>>12
>pdf
>Foreigners who have completed Technical Intern Training (ii)
Huh. I know it's off-topic, but isn't the Technical Intern Training program the one where women keep miscarrying from overwork and then abandon their babies' bodies because they fear being sent back to their countries and hit with penalties?
https://mainichi.jp/english/articles/20201229/p2a/00m/0na/015000c
>There have been numerous incidents in which women who are in Japan as participants in the government's Technical Intern Training Program have abandoned their babies after giving birth.

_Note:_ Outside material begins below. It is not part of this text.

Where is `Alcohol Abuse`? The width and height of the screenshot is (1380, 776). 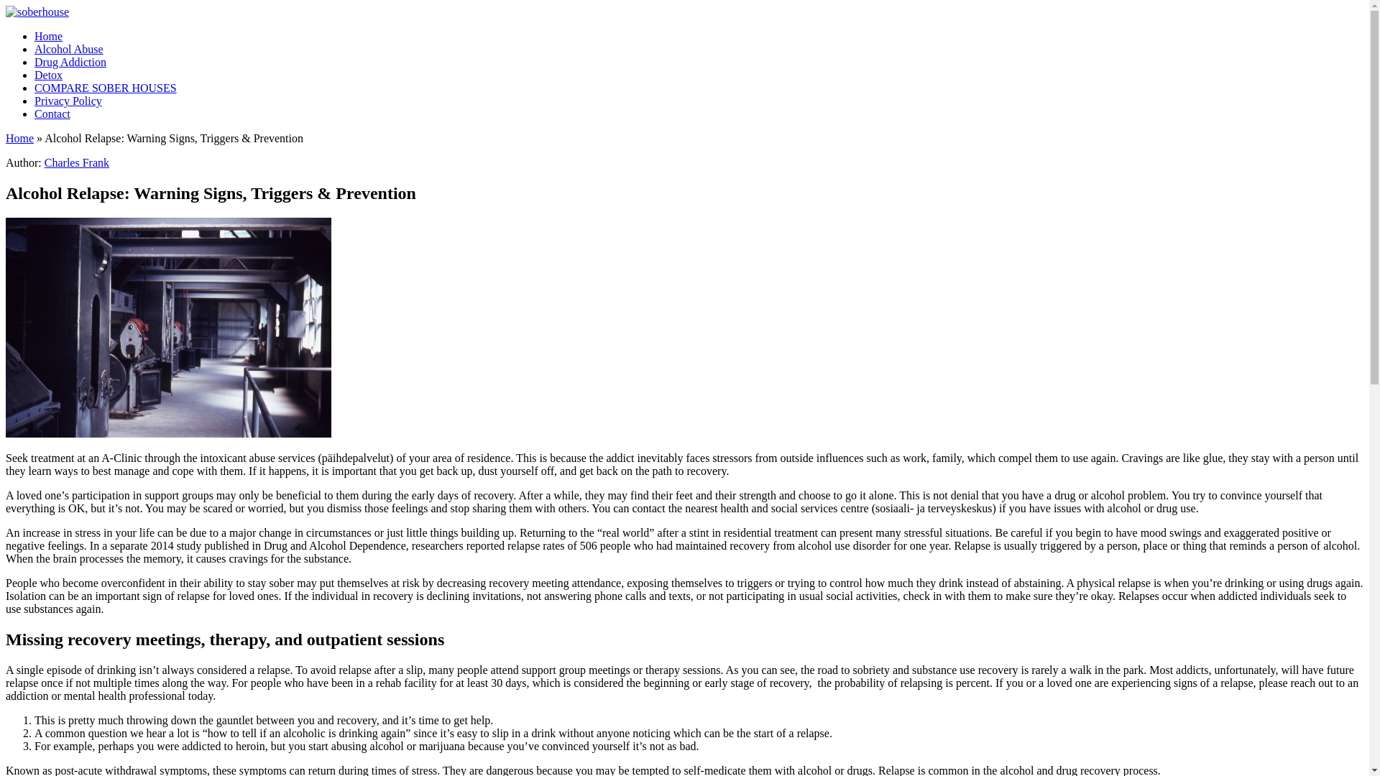
Alcohol Abuse is located at coordinates (69, 49).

>Abandonment of babies by foreign trainees has been occurring across the country. In January 2019, a Chinese woman in her 20s who gave birth to a baby boy at her home in Kawasaki, Kanagawa Prefecture, south of Tokyo, abandoned the baby out of fear of being found out by her supervisors at work and forced to go back to China. She was arrested for negligence as a guardian. In April 2020, after a male fetus with a gestational age of 4 or 5 months was found in a septic tank of a housing development in the western Japan city of Tsuyama, Okayama Prefecture, a Vietnamese woman in her 20s was arrested. She told prefectural police, "I aborted the fetus because getting pregnant as a trainee means being sent back to your home country."

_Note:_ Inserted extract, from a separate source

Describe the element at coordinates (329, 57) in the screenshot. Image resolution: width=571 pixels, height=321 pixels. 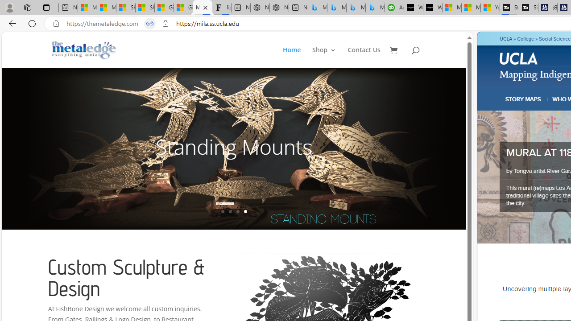
I see `Shop3` at that location.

https://www3.nhk.or.jp/nhkworld/en/news/backstories/1498/
>A 26-year-old woman was arrested and indicted in the Hiroshima case. Prosecutors say she gave birth to a baby at her company dormitory, but the newborn died soon afterward. They say she buried the body in the dormitory yard. The corpse was discovered with no external wounds and the umbilical cord and placenta still attached.
>The Japanese government bans businesses from unfavorably treating foreign technical trainees on account of pregnancy and childbirth. It also guarantees these workers the same rights to maternity and childcare leave as their Japanese counterparts.

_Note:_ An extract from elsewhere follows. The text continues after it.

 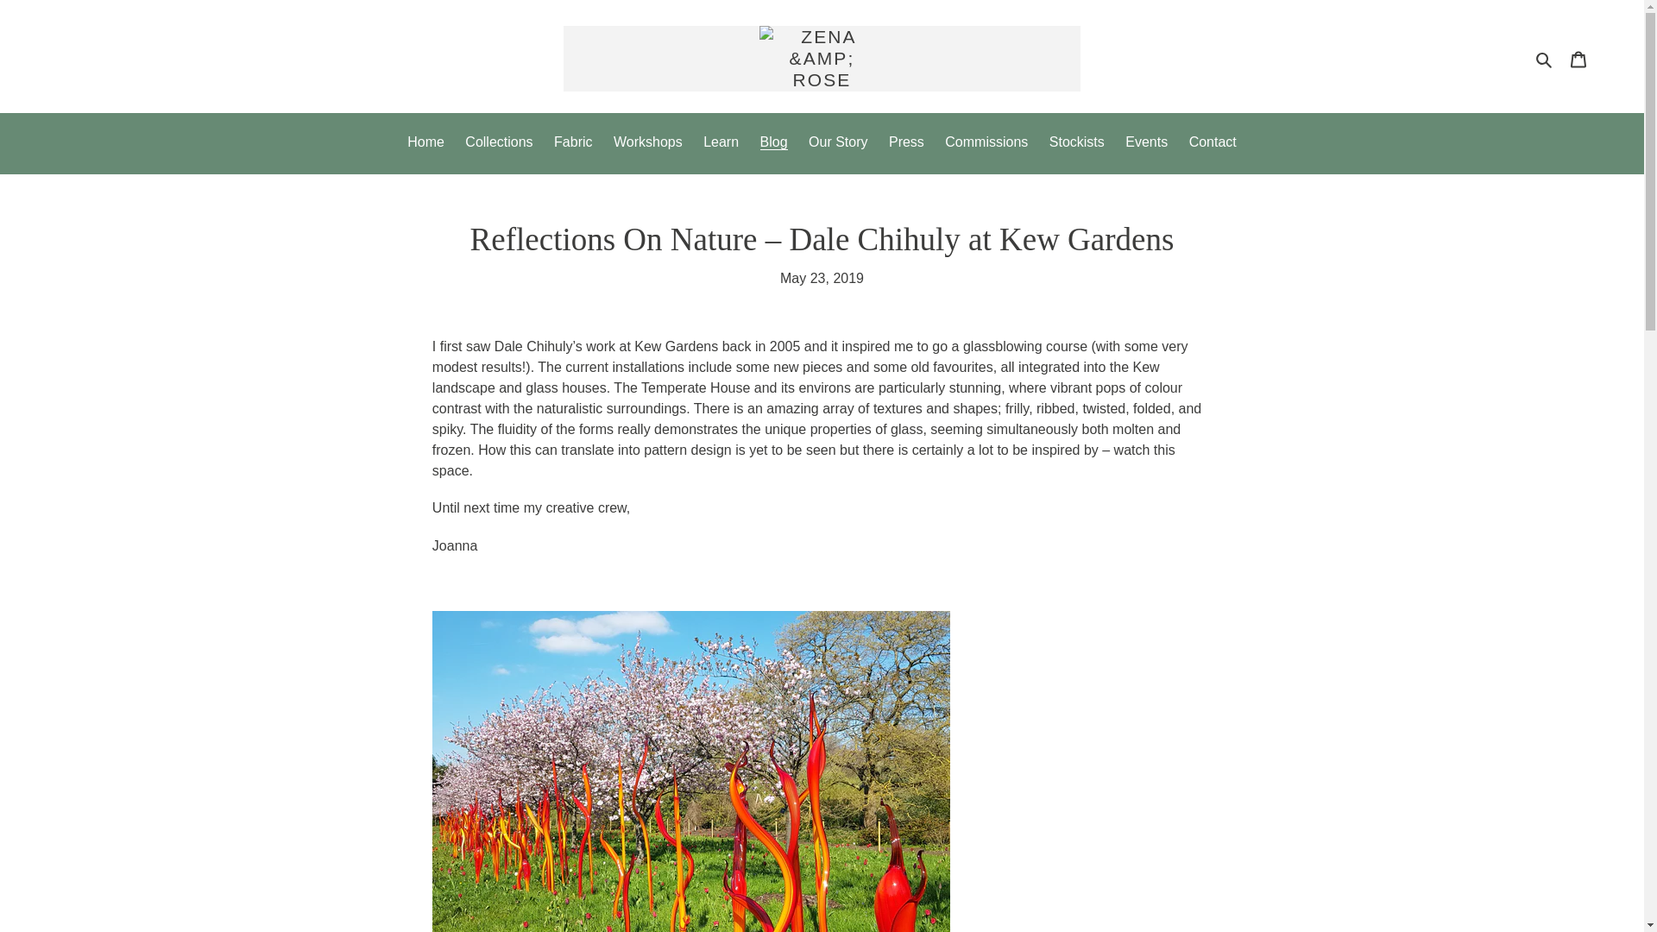 I want to click on Press, so click(x=906, y=143).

>But in practice, the situation is quite different. ... Pregnancy and childbirth means time away from work, something the consultant claims is a dealbreaker for Japanese employers. And when a trainee does become pregnant, that in turn undermines confidence in Vietnamese recruitment organizations. As a result, recruitment firms have banned participants from becoming pregnant – with some going even further by demanding trainees pay a $5,000 penalty if their programs are suspended for any reason, including pregnancy. That penalty is imposed on top of commissions and other agency fees that many trainees pay for their move to Japan. The consultant says the total can come to $10,000 dollars, a vast sum for most.
Perhaps conditions improve once you manage to claw your way up to Specified Skilled Worker.